The introduction of Isabella Scaramucci (Debi Mazar) occurs during the opening titles of the reality series she is filming, leading to an ongoing switch between Happy!’s cinematic look and the lower-quality camera work of a Real Housewives–style show. That the switch in style serves the overall story is truly impressive. Especially when you consider these are completely new ideas for the television adaptation of a fairly slim comic book series.
As mentioned before, the Happy! comic book series ran for four issues. Since this was Morrison and Robertson’s design, its world is fairly limited and made all the more claustrophobic by Robertson’s art. But the television series opens thing up with the addition of things like children’s entertainer Sonny Shine (Christopher Fitzgerald) and his Wishies, a weird insect-obsessed sex cult whose leader is really pulling the strings, and the group of kids abducted with Hailey, who slowly become characters in their own right.
But perhaps the best addition is Mazar’s Isabella, who not only contends with a desire for a social media following, but also believes in the old ways thanks to her hex-producing grandmother. Between mixing menstrual blood into the pasta sauce and getting word from her producer that the deaths of her children are “kind of a buzzkill,” Isabella exemplifies the special madness the show tapped into by playing with the medium itself, a trick Morrison employed in comic books like The Invisibles and The Multiversity.
The show also greatly expanded other characters from the comic. Mr. Blue, a fairly one-note mobster in the comic, gets an upgrade as Francisco Scaramucci (Ritchie Coster), a man desperate for a “traditional” suburban life despite an underlying streak of cruelty and his seriously amoral son. Mikey (Gus Halper), a character who dies almost instantly in the comic, literally comes back to life as an increasingly zombie-like creature in search of Mr. Blue. Very Bad Santa (Joseph D. Reitman), the Santa-obsessed child abductor, also gets more backstory and an unsettling tie to Nick which will no doubt come into play during tonight’s season 1 finale.
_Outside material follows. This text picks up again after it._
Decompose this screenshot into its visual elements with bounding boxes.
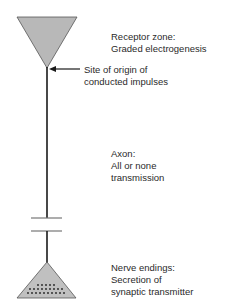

But there is one other character from the book which the show remixed into something remarkable.
From his first moment on screen, Patrick Fischler owns the character. It probably helps that in the comics, Smoothie looks very much like him. But in expanding the character beyond his hate-on for Nick and his love of cutting people up, the show created one of the most depraved and compelling characters on television this year. His weird affection for McCarthy’s mother (Laura Poe) — illustrated by the makeover he gives her while explaining how he uses day spa techniques to torture his victims — is both warm and unsettling. He is also unphased when both Nick and McCarthy take verbal and physical shots at him. If you had missed his first scenes, in which he dismembers a victim and attempts to slice Nick’s penis off like salami, you might think he was just a hospice worker with a shallow affect that McCarthy likes to abuse. But then more and more layers start to emerge.
In the comic, he is only a master interrogator, but the series uses him as a multifaceted henchperson with experience in demolition, clean-up, child management, and vivisection. Not that he actually gets to vivisect the poor Christian missionary who comes to the McCarthy home. Come to think of it, is that guy still in the shower?
Through it all, Fischel gives the character an unnerving confidence which becomes all the more threatening when Hailey manages to upset him. And he flips it into high comedy when Nick finally learns why he’s called Smoothie.
Happy! illustrates just how boundless comic books can be and its adaptation proves how adventurous television can be when it picks up the anarchic spirit of one of the medium’s best storytellers.
Happy!’s season 1 finale airs Wednesday night at 10/9C on Syfy.